Kore Sante’s Water, Sanitation, and Hygiene (WASH) team meets with community health workers in Les Anglais.

SBH has decades of experience working in partnership with the communities we serve to foster open communication, mutual accountability, transparency, and trust. We firmly believe in building strong hospital-community relationships and hope to extend these values across the region through this project. To accomplish this, we are helping our partner facilities and their local communities establish health facility advisory groups, starting in the Grande Anse and Sud departments. Each group consists of community leaders, past patients, healthcare professionals, and a Ministry of Health representative. These groups serve as a platform to identify and create strategies to address the needs of each community. In doing so, the groups are contributing to epidemic control, public health messaging, and health education. Finally, to help ensure that women’s needs are addressed, women comprise approximately half of each group.

Transformational work is not easy even in the best of times, and these are not the best of times. Haiti’s humanitarian crisis grinds on, limiting the ability of partners to attend coordinating meetings and affecting the availability of essential supplies like fuel and vaccines. Internet connectivity issues have also impacted electronic data reporting.

“Health systems strengthening is a long, arduous process,” says Dr. Wilfrid Cadet, our Chief Medical Advisor. “It’s not like treating a child with pneumonia, where you give them antibiotics and two or three days later they are home, playing.” But, he adds, “We have the will and the strategies to pass on our model of healthcare delivery based on equity and empathy.”
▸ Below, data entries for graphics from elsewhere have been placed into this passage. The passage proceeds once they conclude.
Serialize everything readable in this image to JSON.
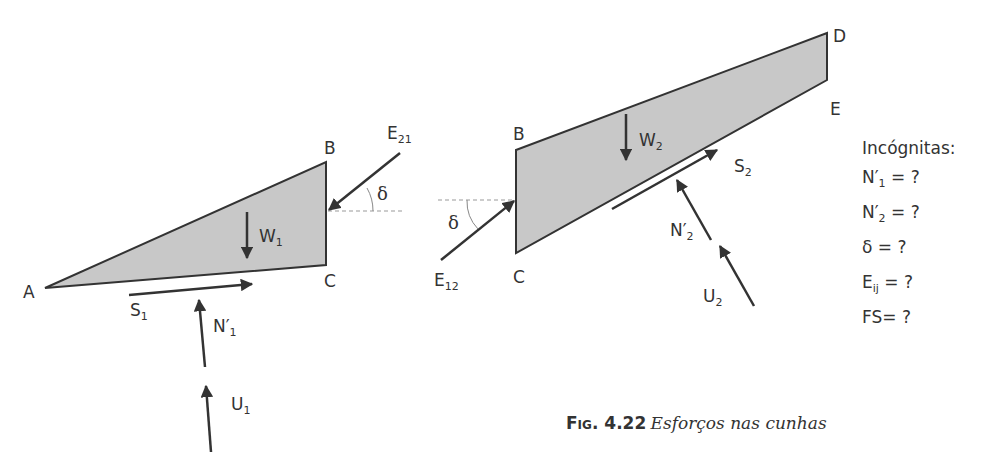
{
  "figure": {
    "colors": {
      "wedge_fill": "#c8c8c8",
      "stroke": "#333333",
      "dashed": "#999999"
    },
    "wedge1": {
      "vertices": {
        "A": "A",
        "B": "B",
        "C": "C"
      },
      "forces": {
        "weight": {
          "base": "W",
          "sub": "1"
        },
        "shear": {
          "base": "S",
          "sub": "1"
        },
        "normal": {
          "base": "N′",
          "sub": "1"
        },
        "uplift": {
          "base": "U",
          "sub": "1"
        },
        "interface": {
          "base": "E",
          "sub": "21"
        }
      },
      "angle": "δ"
    },
    "wedge2": {
      "vertices": {
        "B": "B",
        "C": "C",
        "D": "D",
        "E": "E"
      },
      "forces": {
        "weight": {
          "base": "W",
          "sub": "2"
        },
        "shear": {
          "base": "S",
          "sub": "2"
        },
        "normal": {
          "base": "N′",
          "sub": "2"
        },
        "uplift": {
          "base": "U",
          "sub": "2"
        },
        "interface": {
          "base": "E",
          "sub": "12"
        }
      },
      "angle": "δ"
    },
    "unknowns": {
      "title": "Incógnitas:",
      "items": [
        {
          "base": "N′",
          "sub": "1",
          "rest": " = ?"
        },
        {
          "base": "N′",
          "sub": "2",
          "rest": " = ?"
        },
        {
          "base": "δ",
          "sub": "",
          "rest": " = ?"
        },
        {
          "base": "E",
          "sub": "ij",
          "rest": " = ?"
        },
        {
          "base": "FS",
          "sub": "",
          "rest": "= ?"
        }
      ]
    },
    "caption": {
      "label": "Fig. 4.22",
      "text": "Esforços nas cunhas"
    }
  }
}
“We have the will and the strategies to pass on our model of healthcare delivery based on equity and empathy.”

Dr. Wilfrid Cadet

Despite the many ways the country’s humanitarian crisis impacts its health system, HEI/SBH and the Kore Sante team are committed to serving the people of southern Haiti and improving health outcomes in the region. Our teams are continually assessing data, identifying obstacles, and collaborating with partners to overcome the challenges. We are proud of the impact our joint efforts are already having on the people we serve and are confident that our ongoing work will help save more lives and create stronger, more resilient communities in southern Haiti.